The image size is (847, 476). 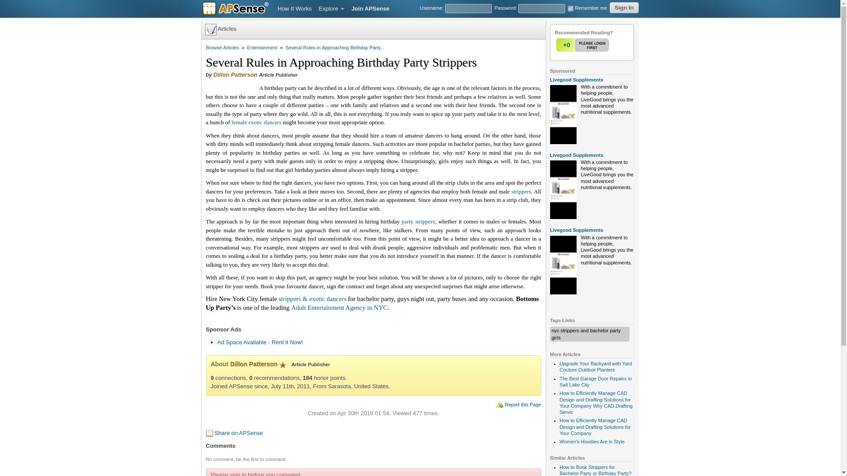 I want to click on -1, so click(x=600, y=45).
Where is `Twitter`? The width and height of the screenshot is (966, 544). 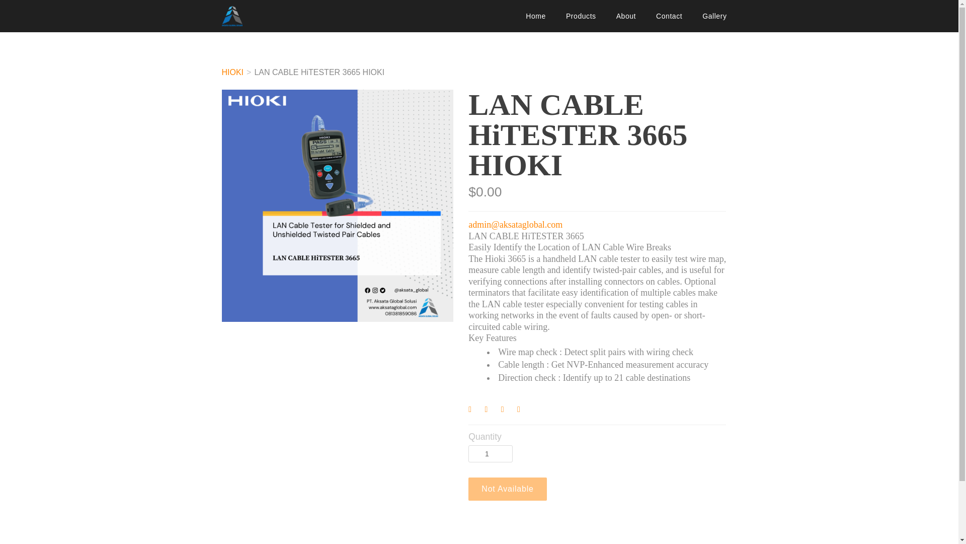
Twitter is located at coordinates (491, 411).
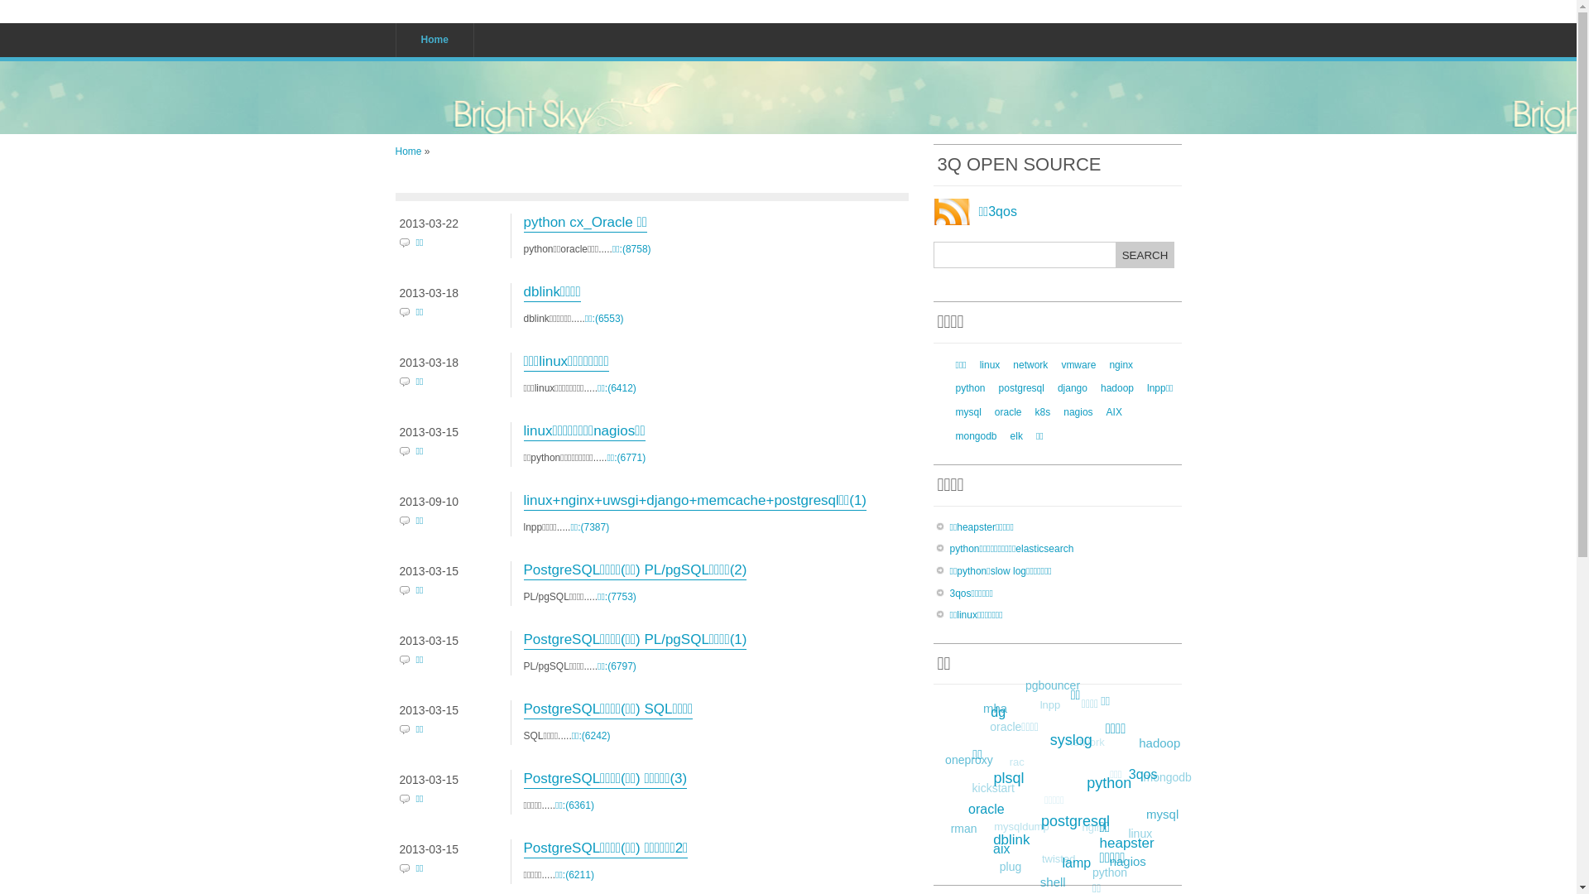 Image resolution: width=1589 pixels, height=894 pixels. Describe the element at coordinates (1144, 775) in the screenshot. I see `3qos` at that location.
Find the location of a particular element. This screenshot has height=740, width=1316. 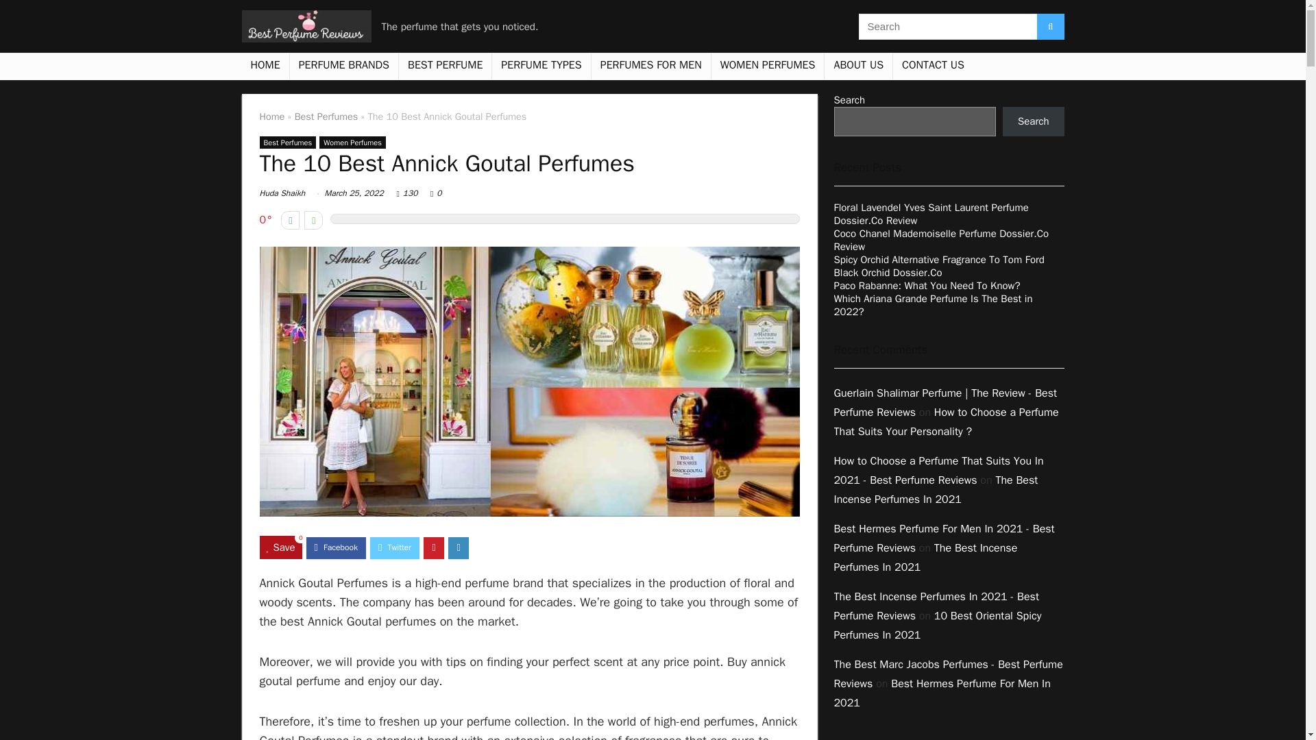

Vote down is located at coordinates (291, 219).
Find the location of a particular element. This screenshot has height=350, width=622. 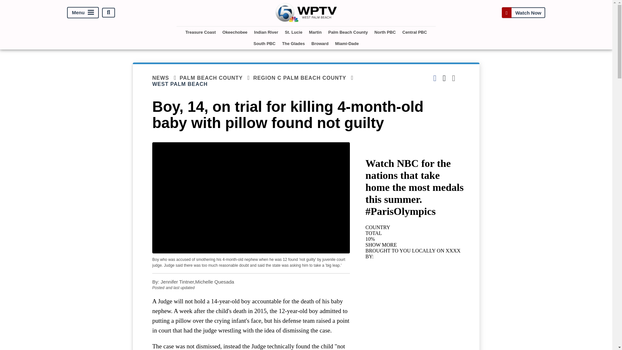

Watch Now is located at coordinates (524, 12).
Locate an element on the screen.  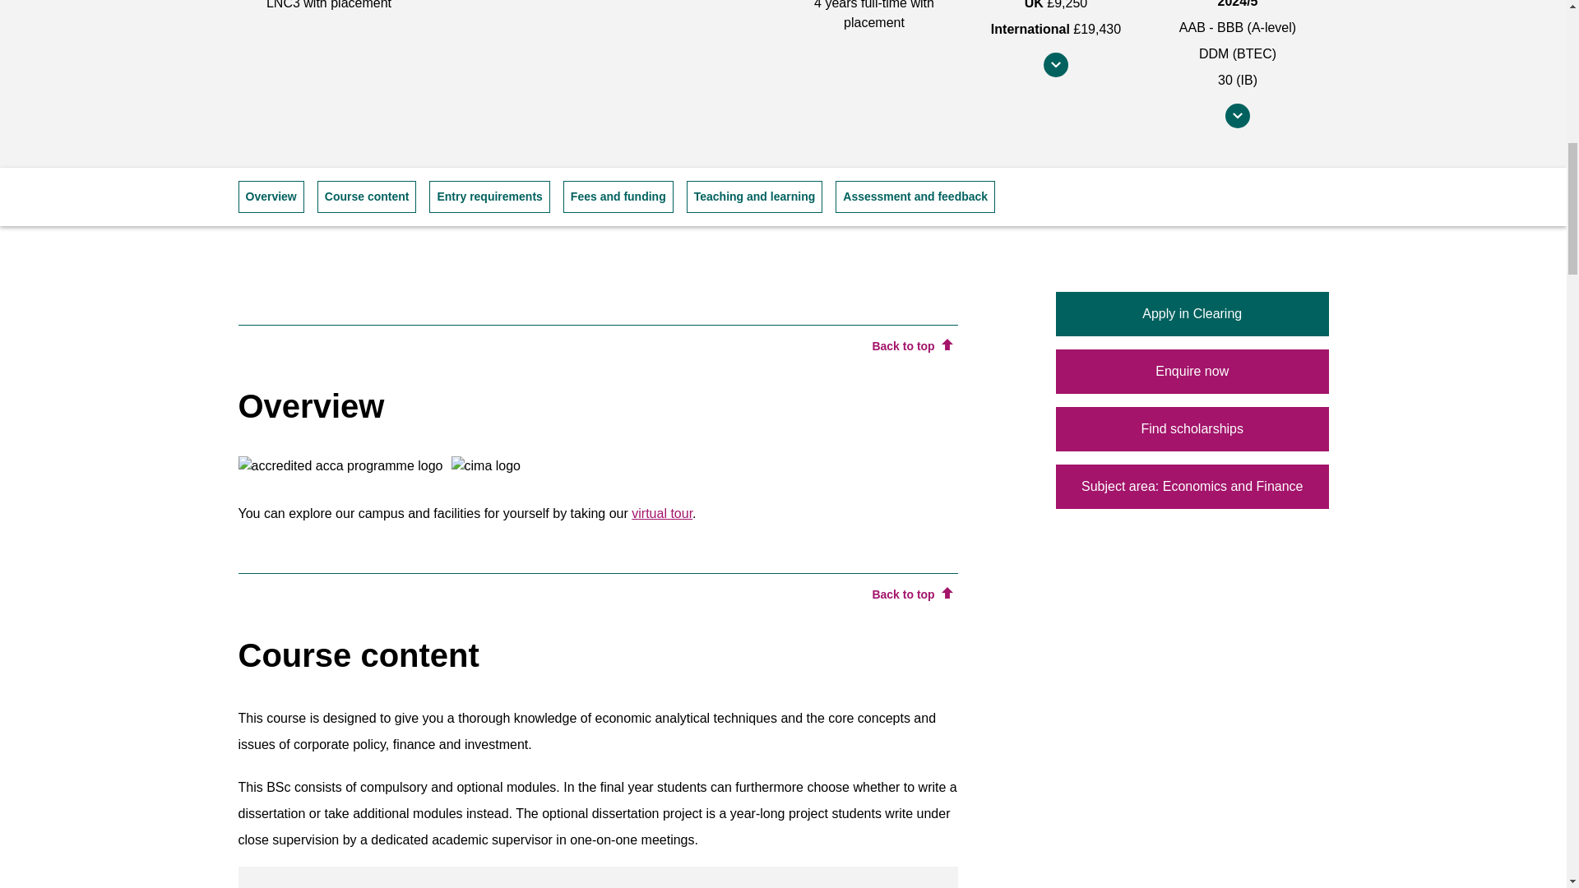
Back to top is located at coordinates (911, 347).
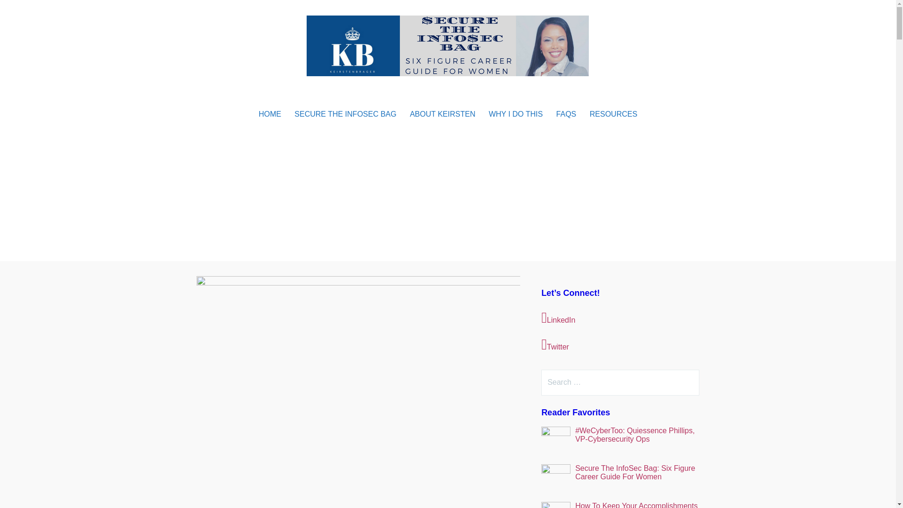  I want to click on How To Keep Your Accomplishments In Front Of Your Boss, so click(636, 505).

### Your goal
Set down exactly the lines between the line containing "has height=350, width=622." and the end of the records above, both ends included; pictures stay out.

### Answer to this problem
Find the location of a particular element. This screenshot has height=350, width=622. 

Watch Now is located at coordinates (524, 12).
Locate an element on the screen.  
Back to top is located at coordinates (911, 347).
  I want to click on How To Keep Your Accomplishments In Front Of Your Boss, so click(636, 505).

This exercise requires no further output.